The consultations highlighted the need for:

  • A review of the capital budget consideration against long-term maintenance costs. (In this case the build would be cheaper, but in the long run there would be higher utility bills.)
  • Reusing building materials where possible.
  • Involving staff and students throughout the design stage.

Activities included:

Discussion of images - presenting a variety of images, not necessarily of school buildings. For example, shots of underground living to assess what participants felt was good or bad about that environment.

Describe your day - Participants were asked to describe typical days; what they did, and for how long. Once the architects had created models based on these 'days' they talked them through with the participants to ensure the redesign would work.

Consulting - with parents and pupils involved, standing at the school gates and simply asking people about their priorities.

These activities, together with the workshops, gave the architects an opportunity to maintain expectations of what could be achieved in the new build.

As the local authority had a defined idea, the budget meant that some of the proposed work, like moveable walls, had to be changed due to the cost. Yet it was still possible to use teachers' and parents' ideas about what they wanted from a teaching and learning environment.

Staying in touch

During the actual design and build phase the architects kept the stakeholders informed at key points; including giving assemblies to students to talk about health and safety regulations and minimising energy use. They also invited students to take part in "kilowatt hunts" - a fun way of finding out the energy usage of the school's appliances, with the aim of making students more environmentally aware.

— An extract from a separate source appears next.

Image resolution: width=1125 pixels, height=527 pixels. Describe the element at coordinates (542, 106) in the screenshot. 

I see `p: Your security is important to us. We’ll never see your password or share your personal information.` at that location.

The students were impressed by the fact their new school was insulated by recycled materials - predominantly denim jeans. The architects also re-used laminated timber, taken from a school in Hull that had just been knocked down, for the hall and outside space.

The consultation process for rebuilding Anns Grove primary school shows how Building Schools for the Future can successfully be used as a teaching aid.

Key points and recommendations:

  • Ideally the architects would have involved staff and students in model making to gain their ideas.
  • The school redesign gallery and future day activities would achieve similar results.
  • A critical evaluation process at the end of the project, with published findings, would have been valuable for improving future learning spaces designs.